The Final Penalty

TLC (Teaching and Learning College)

The Final Penalty

September 12, 2024 at 07:53PM

It’s no secret that some former NFL players have struggled with memory loss, depression, personality changes, and movement disorders after repeated concussions and sub-concussive hits endured during their playing days. They denied it at first, but the NFL eventually admitted a link between football and degenerative brain disease. Players eventually sued the league, and under the 2014 settlement, the NFL agreed to fund a program that would pay retired players “between $25,000 and $5 million if they had neurocognitive impairment, Alzheimer’s disease, Parkinson’s disease, or amyotrophic lateral sclerosis (ALS, also known as Lou Gehrig’s disease).” For The Philadelphia Inquirer, David Gambacorta reports that now—with many of these players in their 60s and 70s, living with the long-term aftereffects of their playing days—they’re facing an uphill battle trying to navigate the NFL program’s morass of requirements and caveats in order to receive their compensation.

LeMaster had been adamant that his brain be donated to Boston University’s CTE Center.
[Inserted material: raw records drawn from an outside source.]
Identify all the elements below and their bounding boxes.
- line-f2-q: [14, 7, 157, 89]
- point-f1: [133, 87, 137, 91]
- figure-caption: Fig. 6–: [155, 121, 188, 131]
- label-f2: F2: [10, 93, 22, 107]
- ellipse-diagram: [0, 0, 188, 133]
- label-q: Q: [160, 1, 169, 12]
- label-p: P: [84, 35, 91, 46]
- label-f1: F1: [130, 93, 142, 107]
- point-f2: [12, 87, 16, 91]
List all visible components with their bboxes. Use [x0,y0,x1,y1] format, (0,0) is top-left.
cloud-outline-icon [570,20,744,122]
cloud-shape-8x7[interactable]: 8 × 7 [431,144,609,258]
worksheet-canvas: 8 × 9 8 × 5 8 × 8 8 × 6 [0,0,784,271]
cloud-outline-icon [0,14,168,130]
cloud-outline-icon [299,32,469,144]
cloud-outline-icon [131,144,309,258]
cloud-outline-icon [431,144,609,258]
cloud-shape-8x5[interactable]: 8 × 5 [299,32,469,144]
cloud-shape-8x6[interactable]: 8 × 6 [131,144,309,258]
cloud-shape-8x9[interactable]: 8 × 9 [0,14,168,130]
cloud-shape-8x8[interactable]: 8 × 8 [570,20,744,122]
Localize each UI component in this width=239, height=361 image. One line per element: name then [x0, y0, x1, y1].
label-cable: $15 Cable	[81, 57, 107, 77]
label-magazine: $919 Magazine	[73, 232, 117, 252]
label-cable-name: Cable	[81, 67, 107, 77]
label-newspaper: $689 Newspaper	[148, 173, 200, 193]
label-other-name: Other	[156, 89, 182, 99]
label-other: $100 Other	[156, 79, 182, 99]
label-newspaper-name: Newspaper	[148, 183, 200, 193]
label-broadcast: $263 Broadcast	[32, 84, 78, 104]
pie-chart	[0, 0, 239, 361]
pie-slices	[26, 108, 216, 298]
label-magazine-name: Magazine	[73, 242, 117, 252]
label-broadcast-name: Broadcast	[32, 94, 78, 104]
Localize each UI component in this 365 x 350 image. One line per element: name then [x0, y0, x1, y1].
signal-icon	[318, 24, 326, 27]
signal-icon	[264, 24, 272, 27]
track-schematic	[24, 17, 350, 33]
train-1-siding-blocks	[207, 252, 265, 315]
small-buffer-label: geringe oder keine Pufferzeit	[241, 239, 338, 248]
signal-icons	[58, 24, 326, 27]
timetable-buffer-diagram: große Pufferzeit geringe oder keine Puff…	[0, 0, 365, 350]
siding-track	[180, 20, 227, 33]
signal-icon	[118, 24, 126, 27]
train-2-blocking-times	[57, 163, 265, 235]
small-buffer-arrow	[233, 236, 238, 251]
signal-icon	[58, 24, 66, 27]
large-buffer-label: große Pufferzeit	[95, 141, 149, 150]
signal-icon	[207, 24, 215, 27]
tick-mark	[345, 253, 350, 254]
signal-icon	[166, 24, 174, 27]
Hours after he died, Robinson was unsure of how to proceed. She called Vermeil, who gave her a contact for the center. Four months later, Robinson’s phone rang. The university had the results of the exam of LeMaster’s brain.

“They said, ‘We did not even need to put this under the microscope,’” Robinson recalled, “‘to see the level of CTE in his brain.’”

In her Point Pleasant, N.J., home, Robinson keeps a handful of mementos from LeMaster’s career. Her most prized item, one she cradled on a recent afternoon, is a cream-colored football that had been gifted to LeMaster long ago.

On one side of the ball, someone had carefully drawn green and silver helmets and written the date: 1-11-81.

Above the helmets was inscribed a score — Eagles 20, Cowboys 7 — and below was a message about the traits that had helped that Eagles team reach the Super Bowl on that frigid afternoon: hard work, discipline, mutual respect, and love.

“No squad,” Dick Vermeil had written across the football, “has paid a greater price for success than you guys.”